Patients researching subcision increasingly ask about adjuncts — most often Rejuran S, a thicker, scar-focused formulation of polynucleotide injectable, discussed as a way to support skin quality and collagen in treated scars. There are also questions about subcision for concerns beyond acne scars, such as cellulite dimples or nasolabial folds, where the technique has been described.

Our position on both is the same and deliberately boring: assessed case-by-case at consultation. DrPlus offers subcision for facial acne scarring — tethered rolling scars — and adjuncts like Rejuran S are considered where an individual plan genuinely benefits, not added by default. Other described uses of the technique are discussed honestly at consultation if you raise them, but the clinic's focus, and this article set's, is acne scars. If an add-on cannot be justified to you in one plain sentence at consultation, it does not belong in your plan.

— Frequently asked

Common questions

As a structural spacer, not for volumising. Released bands can partially reform and pull the lifted skin back down; a small amount of filler placed into the freed space props the skin up while new collagen matures. It is considered case-by-case — many plans rely on the natural blood spacer alone, with filler reserved for deeper or re-tethering-prone scars.

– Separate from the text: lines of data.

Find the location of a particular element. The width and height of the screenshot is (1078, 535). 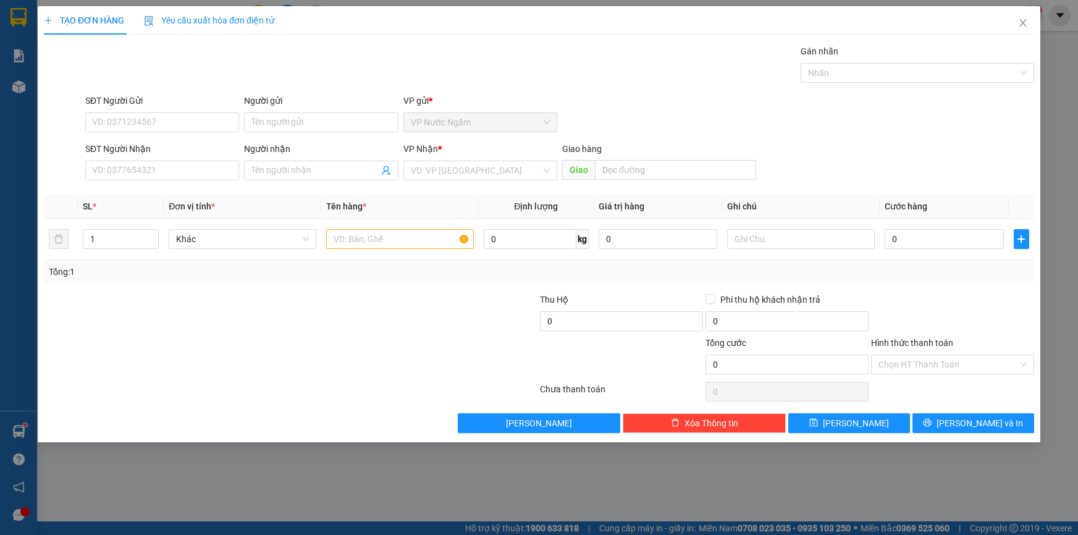

span: user-add is located at coordinates (386, 170).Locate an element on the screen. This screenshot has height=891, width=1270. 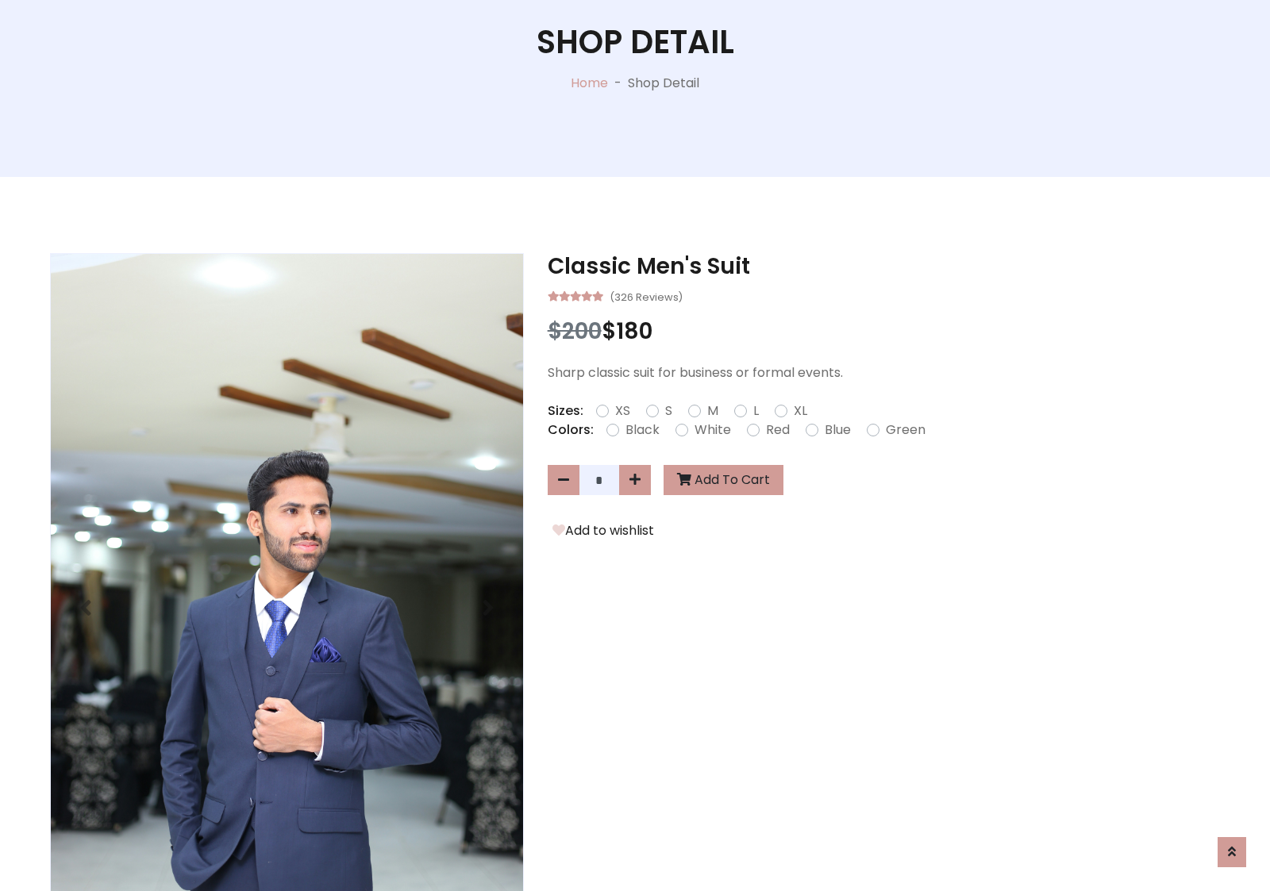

Neither universally. RF microneedling heats the dermis through fine needles while sparing most of the surface — shorter downtime and well suited to Asian skin tones. Fractional CO₂ gives stronger surface remodelling, often preferred for sharp boxcar edges, at the cost of several days of visible recovery. Scar mix, skin tone and downtime tolerance decide it at consultation.

Typically around four to six weeks. By then swelling has resolved, the released skin has settled at its true level, and the doctor can see which scars held their lift — which tells them exactly where resurfacing energy should go. Treating earlier means stacking inflammation on a still-healing area and judging a result that has not formed yet.

Rejuran S is a thicker, scar-focused polynucleotide injectable discussed as a support for skin quality and collagen in treated scars. It can be a reasonable adjunct in some plans, but it is assessed case-by-case at consultation rather than added by default — a good clinic explains in one sentence why your plan does or does not benefit from it.

Sometimes — softer, recent tethering can respond meaningfully to release alone, especially over one to three sessions. But subcision does not treat the skin's surface, and cut bands can partially reform, so many plans add a spacer strategy and a resurfacing step to protect and finish the result. What your plan needs is a consultation question, not a default.

The technique has been described for other tethered depressions, including cellulite dimples and some fold-related concerns. DrPlus focuses subcision on facial acne scarring; other described uses are assessed case-by-case at consultation if you raise them, with honest advice about whether the evidence and your anatomy support it.

— Related treatments

Each page goes deeper into mechanism, suitability and recovery — your final plan is confirmed at consultation.